QCD chiral condensate and pseudoscalar-meson properties in the nuclear medium at finite temperature
Parada T.P. Hutauruk, Seung-il Nam

TL;DR
This study investigates how the properties of pions, kaons, and the QCD chiral condensate change in nuclear matter at finite temperature and magnetic fields using the NJL model with proper-time regularization, revealing density, temperature, and magnetic field effects.
Contribution
It introduces a combined NJL and QMC model approach to analyze meson properties and chiral condensates in nuclear medium at finite temperature and magnetic field, incorporating confinement effects.
Findings
Chiral condensates decrease with temperature and density, increase with magnetic field.
Wave function renormalization factors for pions and kaons vary with temperature and density.
Meson masses and decay constants are affected by medium conditions, consistent with other models.
Abstract
The pion and kaon properties in a nuclear medium at nonvanishing temperature as well as the QCD chiral condensate in the presence of a magnetic field for various baryon densities are studied in the Nambu-Jona-Lasinio (NJL) model with the help of the proper-time regularization (PTR) scheme, simulating a QCD confinement. The density dependent of the quark mass in symmetric nuclear matter is obtained from the quark-meson coupling (QMC) model, which shares the same covariant feature with the NJL model, at quark level. We then analyze the QCD chiral condensates, and dynamical masses for various baryon densities at finite temperature and magnetic field as well as the pion and kaon masses, pion and kaon weak-decay constants, pion-and kaon-quark coupling constants, and wave function renormalization factors for various baryon densities at finite temperature. We find that the QCD chiral…
Peer Reviews
No public reviews on file for this paper yet. If you reviewed it on a platform where reviews are public (OpenReview, ICLR, NeurIPS, ICML), you can paste yours below so the community can read it here.
Videos
No videos yet. Explain this paper in a talk, walkthrough, or lecture? Add one.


An exact copy of all the data is needed, with every picture left out.
━━━━
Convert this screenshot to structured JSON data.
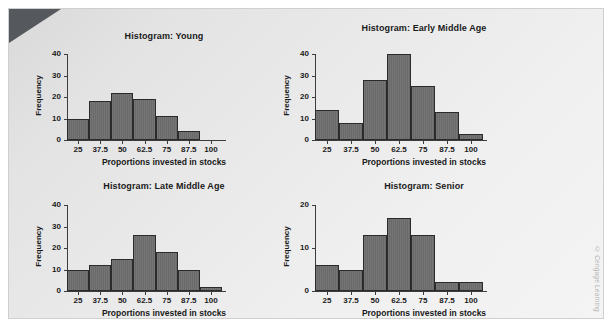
{
  "figure": {
    "watermark": "© Cengage Learning",
    "background_color": "#ececec",
    "bar_color": "#6d6d6d",
    "bar_edge_color": "#2b2b2b",
    "axis_color": "#3c3c3c"
  },
  "chart_data": [
    {
      "type": "bar",
      "title": "Histogram: Young",
      "xlabel": "Proportions invested in stocks",
      "ylabel": "Frequency",
      "xticks": [
        "25",
        "37.5",
        "50",
        "62.5",
        "75",
        "87.5",
        "100"
      ],
      "yticks": [
        "0",
        "10",
        "20",
        "30",
        "40"
      ],
      "ylim": [
        0,
        40
      ],
      "xlim": [
        18.75,
        106.25
      ],
      "bin_edges": [
        18.75,
        31.25,
        43.75,
        56.25,
        68.75,
        81.25,
        93.75
      ],
      "bin_width": 12.5,
      "categories": [
        "18.75-31.25",
        "31.25-43.75",
        "43.75-56.25",
        "56.25-68.75",
        "68.75-81.25",
        "81.25-93.75"
      ],
      "values": [
        10,
        18,
        22,
        19,
        11,
        4
      ],
      "grid": false,
      "legend": "none"
    },
    {
      "type": "bar",
      "title": "Histogram: Early Middle Age",
      "xlabel": "Proportions invested in stocks",
      "ylabel": "Frequency",
      "xticks": [
        "25",
        "37.5",
        "50",
        "62.5",
        "75",
        "87.5",
        "100"
      ],
      "yticks": [
        "0",
        "10",
        "20",
        "30",
        "40"
      ],
      "ylim": [
        0,
        40
      ],
      "xlim": [
        18.75,
        106.25
      ],
      "bin_edges": [
        18.75,
        31.25,
        43.75,
        56.25,
        68.75,
        81.25,
        93.75,
        106.25
      ],
      "bin_width": 12.5,
      "categories": [
        "18.75-31.25",
        "31.25-43.75",
        "43.75-56.25",
        "56.25-68.75",
        "68.75-81.25",
        "81.25-93.75",
        "93.75-106.25"
      ],
      "values": [
        14,
        8,
        28,
        40,
        25,
        13,
        3
      ],
      "grid": false,
      "legend": "none"
    },
    {
      "type": "bar",
      "title": "Histogram: Late Middle Age",
      "xlabel": "Proportions invested in stocks",
      "ylabel": "Frequency",
      "xticks": [
        "25",
        "37.5",
        "50",
        "62.5",
        "75",
        "87.5",
        "100"
      ],
      "yticks": [
        "0",
        "10",
        "20",
        "30",
        "40"
      ],
      "ylim": [
        0,
        40
      ],
      "xlim": [
        18.75,
        106.25
      ],
      "bin_edges": [
        18.75,
        31.25,
        43.75,
        56.25,
        68.75,
        81.25,
        93.75,
        106.25
      ],
      "bin_width": 12.5,
      "categories": [
        "18.75-31.25",
        "31.25-43.75",
        "43.75-56.25",
        "56.25-68.75",
        "68.75-81.25",
        "81.25-93.75",
        "93.75-106.25"
      ],
      "values": [
        10,
        12,
        15,
        26,
        18,
        10,
        2
      ],
      "grid": false,
      "legend": "none"
    },
    {
      "type": "bar",
      "title": "Histogram: Senior",
      "xlabel": "Proportions invested in stocks",
      "ylabel": "Frequency",
      "xticks": [
        "25",
        "37.5",
        "50",
        "62.5",
        "75",
        "87.5",
        "100"
      ],
      "yticks": [
        "0",
        "10",
        "20"
      ],
      "ylim": [
        0,
        20
      ],
      "xlim": [
        18.75,
        106.25
      ],
      "bin_edges": [
        18.75,
        31.25,
        43.75,
        56.25,
        68.75,
        81.25,
        93.75,
        106.25
      ],
      "bin_width": 12.5,
      "categories": [
        "18.75-31.25",
        "31.25-43.75",
        "43.75-56.25",
        "56.25-68.75",
        "68.75-81.25",
        "81.25-93.75",
        "93.75-106.25"
      ],
      "values": [
        6,
        5,
        13,
        17,
        13,
        2,
        2
      ],
      "grid": false,
      "legend": "none"
    }
  ]
}
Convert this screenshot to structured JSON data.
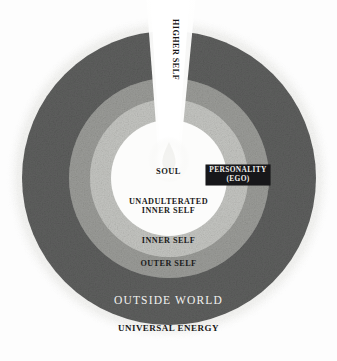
━━━━
• [Answer below]
Convert this screenshot to structured JSON data.
{
  "figure": {
    "watermark": "© Cengage Learning",
    "background_color": "#ececec",
    "bar_color": "#6d6d6d",
    "bar_edge_color": "#2b2b2b",
    "axis_color": "#3c3c3c"
  },
  "chart_data": [
    {
      "type": "bar",
      "title": "Histogram: Young",
      "xlabel": "Proportions invested in stocks",
      "ylabel": "Frequency",
      "xticks": [
        "25",
        "37.5",
        "50",
        "62.5",
        "75",
        "87.5",
        "100"
      ],
      "yticks": [
        "0",
        "10",
        "20",
        "30",
        "40"
      ],
      "ylim": [
        0,
        40
      ],
      "xlim": [
        18.75,
        106.25
      ],
      "bin_edges": [
        18.75,
        31.25,
        43.75,
        56.25,
        68.75,
        81.25,
        93.75
      ],
      "bin_width": 12.5,
      "categories": [
        "18.75-31.25",
        "31.25-43.75",
        "43.75-56.25",
        "56.25-68.75",
        "68.75-81.25",
        "81.25-93.75"
      ],
      "values": [
        10,
        18,
        22,
        19,
        11,
        4
      ],
      "grid": false,
      "legend": "none"
    },
    {
      "type": "bar",
      "title": "Histogram: Early Middle Age",
      "xlabel": "Proportions invested in stocks",
      "ylabel": "Frequency",
      "xticks": [
        "25",
        "37.5",
        "50",
        "62.5",
        "75",
        "87.5",
        "100"
      ],
      "yticks": [
        "0",
        "10",
        "20",
        "30",
        "40"
      ],
      "ylim": [
        0,
        40
      ],
      "xlim": [
        18.75,
        106.25
      ],
      "bin_edges": [
        18.75,
        31.25,
        43.75,
        56.25,
        68.75,
        81.25,
        93.75,
        106.25
      ],
      "bin_width": 12.5,
      "categories": [
        "18.75-31.25",
        "31.25-43.75",
        "43.75-56.25",
        "56.25-68.75",
        "68.75-81.25",
        "81.25-93.75",
        "93.75-106.25"
      ],
      "values": [
        14,
        8,
        28,
        40,
        25,
        13,
        3
      ],
      "grid": false,
      "legend": "none"
    },
    {
      "type": "bar",
      "title": "Histogram: Late Middle Age",
      "xlabel": "Proportions invested in stocks",
      "ylabel": "Frequency",
      "xticks": [
        "25",
        "37.5",
        "50",
        "62.5",
        "75",
        "87.5",
        "100"
      ],
      "yticks": [
        "0",
        "10",
        "20",
        "30",
        "40"
      ],
      "ylim": [
        0,
        40
      ],
      "xlim": [
        18.75,
        106.25
      ],
      "bin_edges": [
        18.75,
        31.25,
        43.75,
        56.25,
        68.75,
        81.25,
        93.75,
        106.25
      ],
      "bin_width": 12.5,
      "categories": [
        "18.75-31.25",
        "31.25-43.75",
        "43.75-56.25",
        "56.25-68.75",
        "68.75-81.25",
        "81.25-93.75",
        "93.75-106.25"
      ],
      "values": [
        10,
        12,
        15,
        26,
        18,
        10,
        2
      ],
      "grid": false,
      "legend": "none"
    },
    {
      "type": "bar",
      "title": "Histogram: Senior",
      "xlabel": "Proportions invested in stocks",
      "ylabel": "Frequency",
      "xticks": [
        "25",
        "37.5",
        "50",
        "62.5",
        "75",
        "87.5",
        "100"
      ],
      "yticks": [
        "0",
        "10",
        "20"
      ],
      "ylim": [
        0,
        20
      ],
      "xlim": [
        18.75,
        106.25
      ],
      "bin_edges": [
        18.75,
        31.25,
        43.75,
        56.25,
        68.75,
        81.25,
        93.75,
        106.25
      ],
      "bin_width": 12.5,
      "categories": [
        "18.75-31.25",
        "31.25-43.75",
        "43.75-56.25",
        "56.25-68.75",
        "68.75-81.25",
        "81.25-93.75",
        "93.75-106.25"
      ],
      "values": [
        6,
        5,
        13,
        17,
        13,
        2,
        2
      ],
      "grid": false,
      "legend": "none"
    }
  ]
}
Convert this screenshot to structured JSON data.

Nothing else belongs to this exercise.